Page 26 - AECA.org.uk ¦ Koinonia 68
P. 26
7
Tikhon, was quickly rescinded. Because of this disagreement, it was decided
that all Orthodox Churches would keep Easter together, according to the old
Julian Calendar. So all Orthodox Churches (except the Orthodox Church of
Finland) follow the old calendar for Easter, which explains the discrepancy over
the date of Easter between the Orthodox and the West—our Easters can
coincide (as next year), or Orthodox Easter can be a week later (more often
than not), four weeks later (rarely) or five weeks later (as this year). The
differences occur because the spring equinox is still regarded as 20/21 March,
even though this corresponds to 2/3 April on the Gregorian Calendar. If the
paschal full moon, predicted according a table involving Golden Numbers for
each year (as in the tables after the Calendar in the Book of Common Prayer), falls
between 21 March and 2 April, it can’t count for the Orthodox calculation and
we have to wait until the next one. Only certain Churches, mostly those
associated with the Œcumenical Patriarchate, accepted the Revised Julian
Calendar; in the end, Russia didn’t, nor did Serbia, Bulgaria, the Patriarchate of
Jerusalem, or the monastic communities on Mount Athos. So far as Christmas
is concerned, those Churches that observe the Revised Julian Calendar keep
Christmas on the same day as the West; those that stick to the Old Julian
Calendar keep it 13 days later—for them 25 December, but according to the
civil calendar 7 January.
From time to time, it has been suggested that a solution might be to
keep Easter according to an astronomical calculation: the first Sunday after the
full moon after the Spring Equinox, calculated according to some agreed place,
most probably Jerusalem. That is the date the ways of computing Easter are
trying to arrive at (not completely successfully with either the Gregorian or the
Julian calendar, though the Gregorian is much more successful). This
suggestion was originally on the agenda for the Great and Holy Synod held in
Crete this summer. In the event, other matters took precedence and there was
no discussion of the date of Easter. Such a decision, however, could provide a
means towards Orthodox and the West, at least the Catholic West, agreeing on
a common date for Easter. But it seems difficult to conceive how we would ever
get to this point.

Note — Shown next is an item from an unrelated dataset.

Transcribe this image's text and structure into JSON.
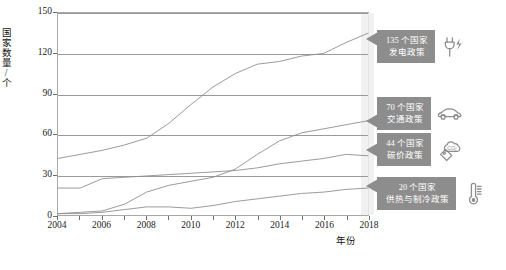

Such a suggestion is quite different from yet another
7 See Vladimir Khulap, ‘Pastoral Problems of a Reform of the Liturgical Calendar in Russia’, St
Vladimir’s Theological Quarterly 60 (2016), nos. 1–2 (an issue devoted to the question of the [then]
approaching Council of the Orthodox Church, eventually held in Crete), 65–77, at 69–70; an article
which makes clear that, though there is much resistance to the idea of changing to the New Julian
Calendar, it is not inconceivable: see the statement by Metropolitan Hilarion quoted art. cit. 74.